Abstract
In this chapter, we demonstrate the detailed record of our efforts to forecast changes in the number of visitors and sales of the city center at Fukuoka City, Japan, caused by a large-scale commercial redevelopment, JR Hakata City. The purpose of doing this is twofold; The first is to describe and record the present state of the art to forecast the effects of urban development policies based coherently on consumer behavior changes, particularly consumer Kaiyu behavior changes. The second is to provide some challenging problems we faced in the present methodology employed and suggest a direction to improve the methodology further.
The uniqueness of our forecasting efforts lies in the approach based on the consumers’ behavior models explaining their choices about the frequency of visits to destinations and, in particular, their choices about how they undertake Kaiyu behaviors or shop-around behaviors among shopping sites in the city center. Consequently, our models become not probability-based ones but frequency-based ones. We also deal with the Kaiyu flows among various districts within a city center in terms of the number of people, revealing the accompanied money flows within the city center.
Furthermore, Fukuoka City is a twin city with two core CBDs, Tenjin, the area with the largest retail agglomeration, and Hakata, having the railroad station terminal redeveloped as JR Hakata City this time. Thus the focus of our forecasting efforts is how Tenjin’s supremacy will change through the large-scale development carried out on one side of the twin cores. The novel feature of our efforts to explore this is that we dig deep into how the supremacy of Tenjin as a destination will change by exploring a causal path, the Hakata’s intervening opportunity effects on the destination Tenjin, from predicting the number of visitors to Tenjin intercepted by Hakata, the midway to the destination Tenjin, after the large-scale retail development at Hakata.
When carrying out our forecastings, we utilize several methods we developed ourselves, such as the weighted Poisson models for the on-site samples, the Kaiyu Markov model with covariates, and the consistent estimation method for the Kaiyu path density from the on-site samples. These methods correspond to respective aspects of a unique individual’s entire behavior. Thus the results obtained from these methods should have coherency. However, the most challenging problem we faced in our forecasting task was how to keep consistency between the results from different models and data. Therefore, while describing the detailed records of our forecasting efforts, we also indicate and discuss how to address the problem and improve the present methodology.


— What to do —
Word for word, transcribe the lines below and drop the pictures.

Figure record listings
*** Begin section ***

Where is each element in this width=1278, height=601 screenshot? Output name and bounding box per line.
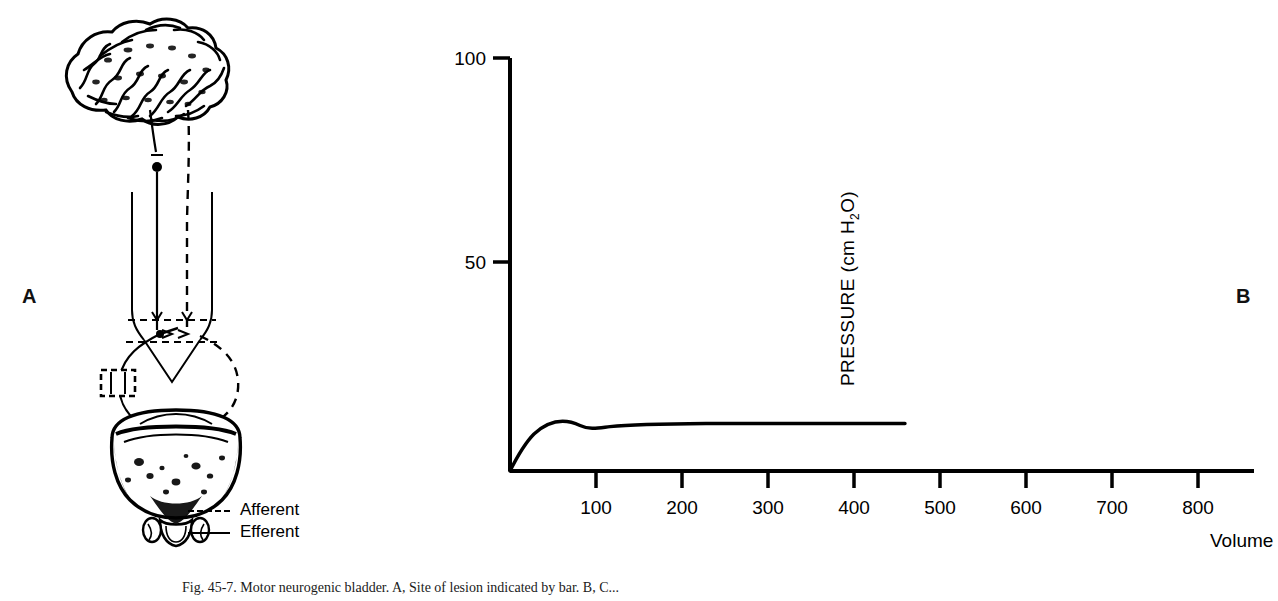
lesion-bar	[101, 370, 135, 396]
x-tick-labels: 100 200 300 400 500 600 700 800	[580, 497, 1214, 518]
x-tick-label: 300	[752, 497, 784, 518]
panel-b-cystometrogram: 100 200 300 400 500 600 700 800 100 50 P…	[430, 0, 1278, 601]
x-tick-label: 500	[924, 497, 956, 518]
legend-efferent-solid-icon	[188, 532, 230, 534]
x-axis-ticks	[596, 471, 1198, 488]
figure-caption: Fig. 45-7. Motor neurogenic bladder. A, …	[182, 580, 1102, 601]
x-tick-label: 400	[838, 497, 870, 518]
x-tick-label: 200	[666, 497, 698, 518]
afferent-pathway-upper	[187, 110, 189, 330]
efferent-neuron-soma	[152, 162, 162, 172]
y-axis-title-subscript: 2	[848, 213, 862, 220]
y-axis-title: PRESSURE (cm H2O)	[837, 191, 862, 386]
x-axis-title: Volume (ml)	[1210, 530, 1278, 552]
legend-afferent-label: Afferent	[240, 500, 299, 520]
bladder-illustration	[112, 410, 241, 546]
legend-afferent-dash-icon	[188, 510, 230, 512]
efferent-pathway-upper	[150, 110, 163, 330]
x-tick-label: 800	[1182, 497, 1214, 518]
y-tick-label: 50	[465, 252, 486, 273]
y-axis-title-tail: O)	[837, 191, 858, 213]
y-axis-ticks	[493, 58, 510, 262]
y-axis-title-main: PRESSURE (cm H	[837, 220, 858, 386]
spinal-cord	[126, 192, 218, 382]
pressure-curve	[510, 421, 905, 471]
panel-a-letter: A	[22, 285, 36, 308]
y-tick-labels: 100 50	[454, 48, 486, 273]
panel-a-diagram: Afferent Efferent	[0, 0, 430, 601]
legend-efferent-label: Efferent	[240, 522, 299, 542]
y-tick-label: 100	[454, 48, 486, 69]
x-tick-label: 100	[580, 497, 612, 518]
y-axis-title-wrap: PRESSURE (cm H2O)	[815, 150, 845, 390]
brain-illustration	[66, 19, 228, 124]
x-tick-label: 600	[1010, 497, 1042, 518]
x-tick-label: 700	[1096, 497, 1128, 518]
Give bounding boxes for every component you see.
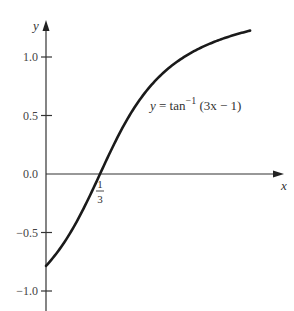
chart-container: 1.00.50.0−0.5−1.0 13 y = tan−1 (3x − 1) … xyxy=(0,0,294,311)
y-tick-label: 0.5 xyxy=(23,109,38,123)
y-tick-label: 0.0 xyxy=(23,167,38,181)
x-axis-arrow-icon xyxy=(273,171,284,178)
y-axis-label: y xyxy=(31,18,39,33)
y-tick-label: −0.5 xyxy=(16,226,38,240)
x-axis-label: x xyxy=(280,178,287,193)
y-axis-arrow-icon xyxy=(43,20,50,31)
arctan-plot: 1.00.50.0−0.5−1.0 13 y = tan−1 (3x − 1) … xyxy=(0,0,294,311)
x-tick-label-denominator: 3 xyxy=(97,193,103,205)
y-tick-label: 1.0 xyxy=(23,50,38,64)
y-tick-label: −1.0 xyxy=(16,284,38,298)
axes xyxy=(43,20,285,311)
arctan-curve xyxy=(46,31,250,266)
equation-annotation: y = tan−1 (3x − 1) xyxy=(148,95,241,113)
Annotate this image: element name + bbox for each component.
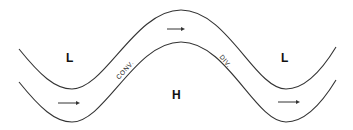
- flow-arrow-left-icon: [58, 101, 80, 105]
- jet-stream-wave-diagram: L H L CONV. DIV.: [0, 0, 353, 130]
- low-pressure-label-right: L: [281, 52, 288, 64]
- low-pressure-label-left: L: [66, 52, 73, 64]
- flow-arrow-right-icon: [278, 100, 300, 104]
- flow-arrow-top-icon: [167, 27, 185, 31]
- high-pressure-label: H: [172, 89, 181, 101]
- upper-streamline: [19, 10, 336, 89]
- diagram-graphics: [0, 0, 353, 130]
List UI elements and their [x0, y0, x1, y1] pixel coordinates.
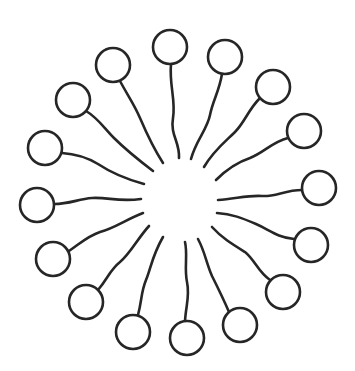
- lipid-head: [28, 131, 62, 165]
- lipid-head: [256, 70, 290, 104]
- lipid-head: [302, 171, 336, 205]
- lipid-head: [170, 321, 204, 355]
- lipid-head: [36, 242, 70, 276]
- lipid-head: [56, 83, 90, 117]
- lipid-head: [153, 30, 187, 64]
- lipid-head: [287, 114, 321, 148]
- lipid-head: [266, 275, 300, 309]
- lipid-head: [116, 315, 150, 349]
- lipid-head: [96, 48, 130, 82]
- lipid-head: [69, 285, 103, 319]
- lipid-head: [20, 188, 54, 222]
- micelle-diagram: [0, 0, 355, 371]
- lipid-head: [294, 228, 328, 262]
- lipid-head: [223, 308, 257, 342]
- lipid-head: [208, 40, 242, 74]
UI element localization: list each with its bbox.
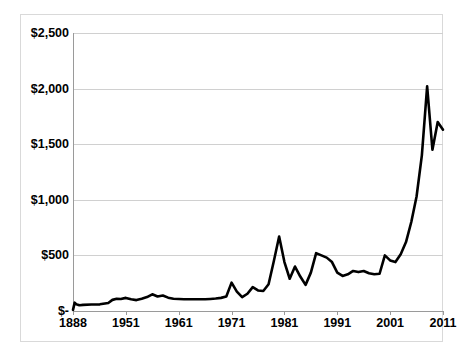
x-tick-label-1991: 1991 — [323, 317, 351, 330]
x-tick-mark-2001 — [390, 311, 391, 315]
y-tick-label-2500: $2,500 — [31, 27, 69, 40]
plot-area — [73, 33, 443, 311]
x-tick-mark-1961 — [179, 311, 180, 315]
x-tick-label-1951: 1951 — [112, 317, 140, 330]
x-tick-label-1971: 1971 — [218, 317, 246, 330]
x-tick-mark-1951 — [126, 311, 127, 315]
y-tick-label-500: $500 — [41, 249, 69, 262]
x-tick-mark-1971 — [232, 311, 233, 315]
x-tick-mark-1991 — [337, 311, 338, 315]
x-tick-label-1961: 1961 — [165, 317, 193, 330]
x-tick-label-2011: 2011 — [429, 317, 456, 330]
x-tick-label-1888: 1888 — [59, 317, 87, 330]
y-tick-label-1500: $1,500 — [31, 138, 69, 151]
x-tick-mark-1981 — [284, 311, 285, 315]
y-axis-label-group: $-$500$1,000$1,500$2,000$2,500 — [18, 0, 69, 355]
price-polyline — [73, 86, 443, 310]
y-tick-label-2000: $2,000 — [31, 83, 69, 96]
y-tick-label-1000: $1,000 — [31, 194, 69, 207]
x-tick-label-1981: 1981 — [271, 317, 299, 330]
price-series-line — [73, 33, 443, 311]
x-tick-mark-1888 — [73, 311, 74, 315]
x-axis-line — [73, 311, 443, 312]
x-tick-label-2001: 2001 — [376, 317, 404, 330]
x-tick-mark-2011 — [443, 311, 444, 315]
chart-container: $-$500$1,000$1,500$2,000$2,500 188819511… — [0, 0, 466, 355]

*** End section ***

— Result —
Where is each element in this width=1278, height=601 screenshot? Output name and bounding box per line.
lesion-bar	[101, 370, 135, 396]
x-tick-labels: 100 200 300 400 500 600 700 800	[580, 497, 1214, 518]
x-tick-label: 300	[752, 497, 784, 518]
panel-b-cystometrogram: 100 200 300 400 500 600 700 800 100 50 P…	[430, 0, 1278, 601]
x-tick-label: 500	[924, 497, 956, 518]
legend-efferent-solid-icon	[188, 532, 230, 534]
x-axis-ticks	[596, 471, 1198, 488]
figure-caption: Fig. 45-7. Motor neurogenic bladder. A, …	[182, 580, 1102, 601]
x-tick-label: 400	[838, 497, 870, 518]
x-tick-label: 200	[666, 497, 698, 518]
afferent-pathway-upper	[187, 110, 189, 330]
efferent-neuron-soma	[152, 162, 162, 172]
y-axis-title-subscript: 2	[848, 213, 862, 220]
y-axis-title: PRESSURE (cm H2O)	[837, 191, 862, 386]
x-axis-title: Volume (ml)	[1210, 530, 1278, 552]
legend-afferent-label: Afferent	[240, 500, 299, 520]
bladder-illustration	[112, 410, 241, 546]
legend-afferent-dash-icon	[188, 510, 230, 512]
efferent-pathway-upper	[150, 110, 163, 330]
x-tick-label: 800	[1182, 497, 1214, 518]
y-tick-label: 50	[465, 252, 486, 273]
y-axis-title-tail: O)	[837, 191, 858, 213]
y-axis-ticks	[493, 58, 510, 262]
y-axis-title-main: PRESSURE (cm H	[837, 220, 858, 386]
spinal-cord	[126, 192, 218, 382]
pressure-curve	[510, 421, 905, 471]
panel-a-letter: A	[22, 285, 36, 308]
y-tick-labels: 100 50	[454, 48, 486, 273]
panel-a-diagram: Afferent Efferent	[0, 0, 430, 601]
legend-efferent-label: Efferent	[240, 522, 299, 542]
y-tick-label: 100	[454, 48, 486, 69]
x-tick-label: 100	[580, 497, 612, 518]
y-axis-title-wrap: PRESSURE (cm H2O)	[815, 150, 845, 390]
brain-illustration	[66, 19, 228, 124]
x-tick-label: 600	[1010, 497, 1042, 518]
x-tick-label: 700	[1096, 497, 1128, 518]
Give bounding boxes for every component you see.
chart-container: 1.00.50.0−0.5−1.0 13 y = tan−1 (3x − 1) … xyxy=(0,0,294,311)
y-tick-label: 0.5 xyxy=(23,109,38,123)
y-tick-label: 0.0 xyxy=(23,167,38,181)
x-axis-arrow-icon xyxy=(273,171,284,178)
y-axis-label: y xyxy=(31,18,39,33)
y-tick-label: −0.5 xyxy=(16,226,38,240)
x-axis-label: x xyxy=(280,178,287,193)
y-axis-arrow-icon xyxy=(43,20,50,31)
arctan-plot: 1.00.50.0−0.5−1.0 13 y = tan−1 (3x − 1) … xyxy=(0,0,294,311)
x-tick-label-denominator: 3 xyxy=(97,193,103,205)
y-tick-label: 1.0 xyxy=(23,50,38,64)
y-tick-label: −1.0 xyxy=(16,284,38,298)
axes xyxy=(43,20,285,311)
arctan-curve xyxy=(46,31,250,266)
equation-annotation: y = tan−1 (3x − 1) xyxy=(148,95,241,113)
Annotate this image: element name + bbox for each component.
- flow-arrow-left-icon: [58, 101, 80, 105]
- jet-stream-wave-diagram: L H L CONV. DIV.: [0, 0, 353, 130]
- low-pressure-label-right: L: [281, 52, 288, 64]
- low-pressure-label-left: L: [66, 52, 73, 64]
- flow-arrow-right-icon: [278, 100, 300, 104]
- flow-arrow-top-icon: [167, 27, 185, 31]
- high-pressure-label: H: [172, 89, 181, 101]
- upper-streamline: [19, 10, 336, 89]
- diagram-graphics: [0, 0, 353, 130]
List UI elements and their [x0, y0, x1, y1] pixel coordinates.
- lipid-head: [28, 131, 62, 165]
- lipid-head: [256, 70, 290, 104]
- lipid-head: [302, 171, 336, 205]
- lipid-head: [170, 321, 204, 355]
- lipid-head: [36, 242, 70, 276]
- lipid-head: [56, 83, 90, 117]
- lipid-head: [153, 30, 187, 64]
- lipid-head: [287, 114, 321, 148]
- lipid-head: [266, 275, 300, 309]
- lipid-head: [116, 315, 150, 349]
- lipid-head: [96, 48, 130, 82]
- lipid-head: [69, 285, 103, 319]
- lipid-head: [20, 188, 54, 222]
- micelle-diagram: [0, 0, 355, 371]
- lipid-head: [294, 228, 328, 262]
- lipid-head: [223, 308, 257, 342]
- lipid-head: [208, 40, 242, 74]
UI element localization: list each with its bbox.
x-tick-label-1991: 1991 — [323, 317, 351, 330]
x-tick-mark-2001 — [390, 311, 391, 315]
y-tick-label-2500: $2,500 — [31, 27, 69, 40]
plot-area — [73, 33, 443, 311]
x-tick-mark-1961 — [179, 311, 180, 315]
x-tick-label-1951: 1951 — [112, 317, 140, 330]
x-tick-label-1971: 1971 — [218, 317, 246, 330]
x-tick-mark-1951 — [126, 311, 127, 315]
y-tick-label-500: $500 — [41, 249, 69, 262]
x-tick-mark-1971 — [232, 311, 233, 315]
x-tick-mark-1991 — [337, 311, 338, 315]
x-tick-label-1961: 1961 — [165, 317, 193, 330]
x-tick-label-2011: 2011 — [429, 317, 456, 330]
x-tick-label-1888: 1888 — [59, 317, 87, 330]
y-tick-label-1500: $1,500 — [31, 138, 69, 151]
x-tick-mark-1981 — [284, 311, 285, 315]
y-axis-label-group: $-$500$1,000$1,500$2,000$2,500 — [18, 0, 69, 355]
price-polyline — [73, 86, 443, 310]
y-tick-label-2000: $2,000 — [31, 83, 69, 96]
y-tick-label-1000: $1,000 — [31, 194, 69, 207]
x-tick-label-1981: 1981 — [271, 317, 299, 330]
price-series-line — [73, 33, 443, 311]
x-tick-mark-1888 — [73, 311, 74, 315]
x-axis-line — [73, 311, 443, 312]
x-tick-label-2001: 2001 — [376, 317, 404, 330]
x-tick-mark-2011 — [443, 311, 444, 315]
chart-container: $-$500$1,000$1,500$2,000$2,500 188819511… — [0, 0, 466, 355]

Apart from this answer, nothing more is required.